The horse was too nervous to bother with its usual trick of swelling out its belly to leave the girth loose. Conan swung into the saddle.

“All right, Caithaona, let’s get back to our friends.”

The narrow winding path hid them from observers below, but Conan didn’t like the way it felt this time. The high steep vine-and-bush grown sides were quiet, far too quiet—few birds, no dart of the tiny rabbit-sized antelope that frequented steep spots here, no scream of a rock-hyrax before its burrow. Every detail was different from the lands where he’d been born, but the overall effect was all too familiar. Something dangerous was stalking through these rocky defiles, and everything that could do so, had gone to ground.

He glanced overhead.

Wide black wings showed against the blue afternoon sky. Vultures and kites, on patrol for the killings that were a constant of life here, as in most places. But what died would likely be bigger and more meaty than in lands less abundant with beasts.

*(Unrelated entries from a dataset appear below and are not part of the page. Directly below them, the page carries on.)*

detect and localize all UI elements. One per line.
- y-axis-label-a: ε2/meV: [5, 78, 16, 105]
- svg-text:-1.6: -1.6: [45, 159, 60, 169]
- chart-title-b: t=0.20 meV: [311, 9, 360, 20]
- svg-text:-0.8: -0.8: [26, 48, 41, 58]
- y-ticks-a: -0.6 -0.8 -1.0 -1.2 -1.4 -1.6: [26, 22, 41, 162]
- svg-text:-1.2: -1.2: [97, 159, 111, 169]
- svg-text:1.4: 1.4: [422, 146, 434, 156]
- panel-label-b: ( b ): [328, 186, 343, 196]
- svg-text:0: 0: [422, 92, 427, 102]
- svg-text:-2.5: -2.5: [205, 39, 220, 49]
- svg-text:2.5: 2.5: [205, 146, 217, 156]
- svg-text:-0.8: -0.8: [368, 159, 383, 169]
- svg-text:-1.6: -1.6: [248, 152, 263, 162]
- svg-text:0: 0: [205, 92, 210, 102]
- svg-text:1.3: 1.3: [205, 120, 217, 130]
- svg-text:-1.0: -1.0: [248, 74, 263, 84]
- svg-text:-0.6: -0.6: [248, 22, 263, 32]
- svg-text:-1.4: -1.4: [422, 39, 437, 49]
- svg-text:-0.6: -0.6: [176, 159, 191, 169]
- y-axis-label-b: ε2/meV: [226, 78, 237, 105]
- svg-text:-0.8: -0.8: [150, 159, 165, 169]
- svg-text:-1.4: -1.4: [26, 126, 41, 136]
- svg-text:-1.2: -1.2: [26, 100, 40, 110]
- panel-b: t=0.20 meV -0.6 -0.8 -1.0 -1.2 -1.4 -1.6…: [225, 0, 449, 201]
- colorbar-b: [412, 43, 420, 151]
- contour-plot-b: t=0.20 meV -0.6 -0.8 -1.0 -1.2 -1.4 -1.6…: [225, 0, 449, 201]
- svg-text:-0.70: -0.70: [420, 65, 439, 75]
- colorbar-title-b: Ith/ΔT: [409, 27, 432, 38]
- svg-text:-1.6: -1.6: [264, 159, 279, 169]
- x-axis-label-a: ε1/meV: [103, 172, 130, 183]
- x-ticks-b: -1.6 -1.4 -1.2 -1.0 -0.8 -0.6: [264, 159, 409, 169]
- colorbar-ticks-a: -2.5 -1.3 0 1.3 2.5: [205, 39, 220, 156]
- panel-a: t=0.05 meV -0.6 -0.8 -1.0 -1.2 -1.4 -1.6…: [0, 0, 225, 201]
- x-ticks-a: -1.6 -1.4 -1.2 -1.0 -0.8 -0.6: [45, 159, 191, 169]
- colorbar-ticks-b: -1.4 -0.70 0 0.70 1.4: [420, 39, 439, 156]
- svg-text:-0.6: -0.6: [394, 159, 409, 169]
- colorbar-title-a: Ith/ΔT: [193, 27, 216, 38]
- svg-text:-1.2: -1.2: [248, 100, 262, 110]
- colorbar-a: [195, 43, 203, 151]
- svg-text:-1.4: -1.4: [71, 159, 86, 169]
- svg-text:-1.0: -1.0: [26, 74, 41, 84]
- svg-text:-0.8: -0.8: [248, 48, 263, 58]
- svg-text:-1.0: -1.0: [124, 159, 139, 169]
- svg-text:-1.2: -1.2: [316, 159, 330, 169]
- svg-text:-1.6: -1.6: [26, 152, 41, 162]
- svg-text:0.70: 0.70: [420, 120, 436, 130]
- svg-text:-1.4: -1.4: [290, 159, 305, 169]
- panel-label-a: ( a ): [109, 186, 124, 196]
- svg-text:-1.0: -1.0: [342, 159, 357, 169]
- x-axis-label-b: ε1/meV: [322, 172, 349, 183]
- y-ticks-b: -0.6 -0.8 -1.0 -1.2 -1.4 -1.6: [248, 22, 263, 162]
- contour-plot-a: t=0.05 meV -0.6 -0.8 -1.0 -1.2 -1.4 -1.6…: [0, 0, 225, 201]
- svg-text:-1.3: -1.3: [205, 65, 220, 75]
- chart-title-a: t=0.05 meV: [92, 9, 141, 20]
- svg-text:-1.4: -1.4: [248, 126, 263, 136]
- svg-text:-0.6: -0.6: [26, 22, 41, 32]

The gulley opened out, turning rocky rather than sandy, and steeper for an instant as it went down to the belt of trees and brush at the foot of the steeps, where the rolling savannah and its thigh-high grass began. What wind there was came from behind, hot with the sun-heated surface of the rocky hills, and still it was deathly quiet save for the buzzing of insects.

There was a click of rock on rock.

His horse happened to have its haunches bunched as they went down the sloping ground, and it leaped off them, soaring down the slope and then landing in a scramble, making its rider clamp his legs hard of the barrel. Conan caught a movement out of the corner of his eye, more of a flicker of shadow than anything else. He drew and struck back behind himself to his right and upward with a quick reflex.

The heavy blade clove air with a hiss, and then there was the thunking chunk of impact in muscle and bone. The angle was awkward, but the salt smell of fresh blood told him he’d struck home, and there was an earsplitting shriek that was halfway between a man’s and that of a big cat.

The horse didn’t stop, bounding through the rocky scree and brush as fast as it could go, but he could feel it was still under control. The Stygian lancer who’d trained it was dead at the Wedi Shebelli mine, but he’d done a good job of getting it over the natural equine trait of being uneasy around spilled blood.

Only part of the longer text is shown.